From Fiction to Freelance: What I Learned as a Creative Writer Turned Copywriter
Yes, I’m among the many who have ditched the 9-5 and gone freelance. While the hustle is new, the skill is not: I’ve been a writer for twenty years now, with website copy, blog posts, articles, marketing material, and social media content under my belt. I guess you could call me a business copywriter.
But here’s the thing: I was trained as a fiction writer, and identify first and foremost as a fiction writer. I’ve been a storyteller as long as I can remember, and wrote my first novel back in high school. Currently I’m seeking representation for a novel (a different one), and have some short stories published. I have a degree in fiction writing and a degree in literature. I’ve worked in a bookstore, run a website that covers the literary community of Boston, interview writers, am part of a writing group, have been a moderator at the Boston Book Festival, and more.
In other words, my nerdy literary life is very far from business copywriting.
Here are a few things I’ve learned in my recent shift to freelance as a fiction writer:
Your skill is valued differently in a non-literary setting
When you’re part of an MFA program, or in a writing workshop, or hanging out with writers, you’re all working in the same vein: writing. It’s your skill, but it’s everyone else’s skill also. You know how to read one another, critique one another, and you speak the same language. But once you start working in copywriting or content creation for businesses, the scale shifts. You’re no longer one shade of a variant of gray. You’re a bright red headlight. In other words, businesses are looking for people to write their copy and content because they’re not writers. And they trust you because you are. Suddenly you have a special power – and a lucrative one – that those in that world don’t have.
Money is scaled very differently
I’m a fiction writer. Which means after twenty years of fiction writing, I have yet to get paid for any work I’ve written. Most literary magazines can’t pay simply because literary magazines are not a hot item. I’ve never won a writing contest. I’ve actually paid to submit my work to literary magazines (thanks, Submittable) who then haven’t accepted my work. I’m not yet published, but even those who are average around a $10,000 advance. Spread that out over the years it took to write the book and you get…well, not a whole lot. And forget those six-figure advances. There’s only one or two for the thousands of books that come out a year. Most published writers I know have fulltime day jobs.
Yet, I have a few copywriting jobs right now that are going to average out to about $100 an hour. I mentioned before that being a writer is in high demand for those who don’t have that skill. It can also be highly lucrative in arenas – like business, tech, healthcare – where the money is.
Skill is skill – and transfers
One of the worries I had was, “Oh! I know how to write story, narrative arcs, tension, setting, character, description, or, I know how to write academic papers, research, constructed arguments…but that won’t ever translate to marketing copy.”
It does. 100%.
Instead of likening it to a writers toolbox (which you hear often), I’ll liken it to a lump of clay. As a fiction writer, you’ve shaped unicorns and bridges and fruit out of the clay. But then you’re asked to shape a key or a flower or a cat out of that clay. You might never have done that before, but you know what a cat looks like, and, most importantly, you already have the clay and know how to use it. Same lump of clay, just different objects; same writing skill, just different voices.
Pitching for jobs is a lot like submitting stories – with a lot less lead time
I’m on Upwork, and have gotten used to pitching jobs multiple times per day. At the start I was so nervous about appearing wonderful that I pored over the proposal, and would only send them few and far between. But now I’ve done it so much that I’ve started constructing proposals on my phone and tossing them off as I walk. After all, it’s a numbers game: I need to pitch to more jobs to get more. It’s also a rejection game as well.
This is how I should be working my short story and agent query pitching. After all, it’s similar: There are hundreds of venues out there, and it’s a numbers game. It’s not going to get you anywhere if you pore over a submission, and only send one off once in a blue moon. I should be sending out submissions constantly – like my job proposals, get it in front of as many eyes as I can – in order to get a good return.
And one nice different? Jobs will usually reply within a day or two. There are dozens of literary submissions I have yet to hear from six months later.
Finally, freelancing is for the fearless
Fiction writing is inherently emotional, and comes with a whole slew of ups and downs to it because you’re so close to the work. Copywriting or content creation is just a job, a way to knock out some projects using the same skill of writing. But freelancing itself – the idea of going out and hunting up work every day in order to pay bills, and trying to sell yourself and your services – is scary! And not just the searching for jobs, but the sudden questioning of your ability, the confidence issues, the pitch fatigue… It’s not for the fearful, and it’s not for those who want to lay on the couch and watch Netflix, either.
But as a writer who has wanted to do work on her own terms, and who tends to be super hustle-ly, who loves problem solving with the written word, it has been fantastic new facet of my writing life.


Assignment ::
Search the material for the word "bottom" and copy every line in which it occurs.

The records ::
Start of Block

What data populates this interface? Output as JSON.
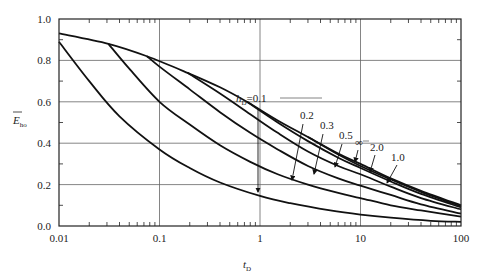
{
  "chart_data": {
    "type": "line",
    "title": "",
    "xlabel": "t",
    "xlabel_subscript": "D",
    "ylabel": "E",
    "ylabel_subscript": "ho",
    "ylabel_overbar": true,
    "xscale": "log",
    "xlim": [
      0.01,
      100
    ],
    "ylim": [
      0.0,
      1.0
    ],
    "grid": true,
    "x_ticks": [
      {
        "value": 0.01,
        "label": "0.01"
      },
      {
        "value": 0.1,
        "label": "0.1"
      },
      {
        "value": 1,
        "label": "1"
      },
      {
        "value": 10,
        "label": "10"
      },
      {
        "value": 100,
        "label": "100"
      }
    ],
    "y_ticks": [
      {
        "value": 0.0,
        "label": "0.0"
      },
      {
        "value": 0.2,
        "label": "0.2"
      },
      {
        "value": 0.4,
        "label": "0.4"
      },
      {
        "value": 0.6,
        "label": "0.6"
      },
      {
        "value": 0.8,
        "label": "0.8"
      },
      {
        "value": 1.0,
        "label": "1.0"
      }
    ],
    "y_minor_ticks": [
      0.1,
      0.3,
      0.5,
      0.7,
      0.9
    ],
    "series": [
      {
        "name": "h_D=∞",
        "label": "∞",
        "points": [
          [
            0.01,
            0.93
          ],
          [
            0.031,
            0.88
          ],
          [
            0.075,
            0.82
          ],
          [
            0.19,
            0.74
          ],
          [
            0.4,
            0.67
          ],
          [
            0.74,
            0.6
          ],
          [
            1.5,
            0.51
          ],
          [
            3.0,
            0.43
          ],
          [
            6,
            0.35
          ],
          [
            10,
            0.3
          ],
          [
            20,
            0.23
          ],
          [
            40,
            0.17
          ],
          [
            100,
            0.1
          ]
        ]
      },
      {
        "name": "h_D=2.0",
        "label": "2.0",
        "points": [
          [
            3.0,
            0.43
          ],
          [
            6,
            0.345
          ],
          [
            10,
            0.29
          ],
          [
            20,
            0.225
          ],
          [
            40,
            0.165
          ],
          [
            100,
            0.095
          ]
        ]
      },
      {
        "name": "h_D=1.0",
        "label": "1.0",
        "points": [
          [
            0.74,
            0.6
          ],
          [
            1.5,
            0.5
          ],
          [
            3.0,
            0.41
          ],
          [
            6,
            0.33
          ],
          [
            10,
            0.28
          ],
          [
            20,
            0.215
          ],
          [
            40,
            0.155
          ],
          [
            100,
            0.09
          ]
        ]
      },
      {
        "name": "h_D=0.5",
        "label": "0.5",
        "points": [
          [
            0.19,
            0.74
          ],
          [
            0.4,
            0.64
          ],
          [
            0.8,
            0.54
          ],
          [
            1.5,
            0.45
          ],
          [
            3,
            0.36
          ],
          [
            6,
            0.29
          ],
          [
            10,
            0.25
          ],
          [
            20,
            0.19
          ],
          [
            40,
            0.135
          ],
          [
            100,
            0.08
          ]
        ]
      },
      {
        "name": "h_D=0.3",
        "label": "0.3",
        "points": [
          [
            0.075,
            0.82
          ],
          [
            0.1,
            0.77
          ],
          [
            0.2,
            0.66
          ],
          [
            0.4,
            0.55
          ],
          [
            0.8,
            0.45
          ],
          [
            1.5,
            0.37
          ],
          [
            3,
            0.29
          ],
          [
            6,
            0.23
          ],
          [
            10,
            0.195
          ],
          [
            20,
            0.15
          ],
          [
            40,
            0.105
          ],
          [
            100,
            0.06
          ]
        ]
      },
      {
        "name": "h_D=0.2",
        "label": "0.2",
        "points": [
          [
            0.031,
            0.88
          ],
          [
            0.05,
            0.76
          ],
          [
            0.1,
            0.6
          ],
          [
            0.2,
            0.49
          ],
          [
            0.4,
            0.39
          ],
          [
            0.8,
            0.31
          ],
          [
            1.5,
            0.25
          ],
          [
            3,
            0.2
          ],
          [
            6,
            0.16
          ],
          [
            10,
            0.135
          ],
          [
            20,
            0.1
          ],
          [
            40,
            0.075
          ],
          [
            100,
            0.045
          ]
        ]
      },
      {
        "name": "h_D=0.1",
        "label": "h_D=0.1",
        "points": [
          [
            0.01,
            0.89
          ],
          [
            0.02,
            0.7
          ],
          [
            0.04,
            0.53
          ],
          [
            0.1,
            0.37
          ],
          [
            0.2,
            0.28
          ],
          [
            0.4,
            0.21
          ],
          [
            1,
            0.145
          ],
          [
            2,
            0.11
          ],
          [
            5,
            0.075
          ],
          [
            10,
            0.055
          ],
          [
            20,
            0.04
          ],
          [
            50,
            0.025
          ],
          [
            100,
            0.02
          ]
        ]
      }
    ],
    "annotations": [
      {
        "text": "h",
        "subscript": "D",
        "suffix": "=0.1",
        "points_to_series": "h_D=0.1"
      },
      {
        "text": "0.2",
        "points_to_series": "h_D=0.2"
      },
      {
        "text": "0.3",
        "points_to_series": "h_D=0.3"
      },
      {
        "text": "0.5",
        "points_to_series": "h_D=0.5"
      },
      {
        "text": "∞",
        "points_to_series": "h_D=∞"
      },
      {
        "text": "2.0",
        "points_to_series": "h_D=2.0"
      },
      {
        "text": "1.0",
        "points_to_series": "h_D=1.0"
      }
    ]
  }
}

End of Block
Start of Block

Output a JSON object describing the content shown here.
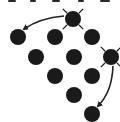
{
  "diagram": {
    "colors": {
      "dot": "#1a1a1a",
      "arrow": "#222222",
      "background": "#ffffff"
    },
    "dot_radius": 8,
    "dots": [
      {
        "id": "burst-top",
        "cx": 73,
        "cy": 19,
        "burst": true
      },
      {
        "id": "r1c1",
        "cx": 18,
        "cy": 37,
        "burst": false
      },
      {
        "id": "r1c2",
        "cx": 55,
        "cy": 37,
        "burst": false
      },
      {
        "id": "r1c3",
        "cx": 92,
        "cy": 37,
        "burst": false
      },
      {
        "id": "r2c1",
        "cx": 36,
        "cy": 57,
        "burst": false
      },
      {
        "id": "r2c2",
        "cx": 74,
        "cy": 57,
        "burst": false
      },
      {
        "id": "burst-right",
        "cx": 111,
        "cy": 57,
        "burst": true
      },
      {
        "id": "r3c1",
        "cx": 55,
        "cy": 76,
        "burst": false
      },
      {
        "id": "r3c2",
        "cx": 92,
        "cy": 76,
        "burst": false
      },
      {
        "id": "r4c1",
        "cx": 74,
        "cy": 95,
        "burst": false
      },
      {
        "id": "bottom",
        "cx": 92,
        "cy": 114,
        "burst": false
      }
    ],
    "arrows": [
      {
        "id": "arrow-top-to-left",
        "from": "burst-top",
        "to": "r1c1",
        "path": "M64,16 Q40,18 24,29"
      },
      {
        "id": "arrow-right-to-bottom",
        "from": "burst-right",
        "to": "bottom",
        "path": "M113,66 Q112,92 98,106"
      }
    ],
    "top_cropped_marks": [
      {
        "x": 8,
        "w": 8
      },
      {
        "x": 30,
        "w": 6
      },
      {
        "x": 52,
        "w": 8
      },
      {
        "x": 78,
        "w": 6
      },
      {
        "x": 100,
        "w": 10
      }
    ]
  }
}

End of Block
Start of Block

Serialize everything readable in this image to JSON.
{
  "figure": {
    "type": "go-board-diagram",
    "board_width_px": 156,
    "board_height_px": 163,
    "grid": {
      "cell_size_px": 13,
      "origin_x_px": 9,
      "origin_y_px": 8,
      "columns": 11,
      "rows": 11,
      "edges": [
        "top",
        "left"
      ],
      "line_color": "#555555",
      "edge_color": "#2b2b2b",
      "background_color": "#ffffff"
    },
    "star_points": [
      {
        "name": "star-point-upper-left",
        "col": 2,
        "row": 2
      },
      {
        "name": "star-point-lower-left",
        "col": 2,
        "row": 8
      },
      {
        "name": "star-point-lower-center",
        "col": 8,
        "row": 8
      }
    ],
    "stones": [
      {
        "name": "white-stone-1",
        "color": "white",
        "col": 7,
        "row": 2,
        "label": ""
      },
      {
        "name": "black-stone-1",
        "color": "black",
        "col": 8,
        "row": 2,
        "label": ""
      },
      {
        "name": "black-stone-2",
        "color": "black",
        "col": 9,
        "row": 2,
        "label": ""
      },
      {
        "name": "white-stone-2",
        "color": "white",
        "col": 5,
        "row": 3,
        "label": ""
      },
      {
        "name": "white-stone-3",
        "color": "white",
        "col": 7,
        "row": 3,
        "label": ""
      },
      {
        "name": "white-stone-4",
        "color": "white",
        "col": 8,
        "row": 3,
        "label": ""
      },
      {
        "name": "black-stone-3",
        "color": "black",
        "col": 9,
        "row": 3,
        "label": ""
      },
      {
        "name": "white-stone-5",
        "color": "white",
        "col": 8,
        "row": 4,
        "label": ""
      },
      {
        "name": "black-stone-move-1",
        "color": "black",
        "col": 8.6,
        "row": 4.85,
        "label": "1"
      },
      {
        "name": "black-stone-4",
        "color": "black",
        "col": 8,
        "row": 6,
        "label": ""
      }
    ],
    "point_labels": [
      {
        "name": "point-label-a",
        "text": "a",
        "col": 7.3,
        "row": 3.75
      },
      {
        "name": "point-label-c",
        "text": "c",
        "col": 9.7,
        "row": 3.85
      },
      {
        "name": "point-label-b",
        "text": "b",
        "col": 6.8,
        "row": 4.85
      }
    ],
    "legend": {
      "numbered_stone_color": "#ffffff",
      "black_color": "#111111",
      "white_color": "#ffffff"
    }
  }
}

End of Block

Exercise response ::
        "id": "bottom",
        "id": "arrow-right-to-bottom",
        "to": "bottom",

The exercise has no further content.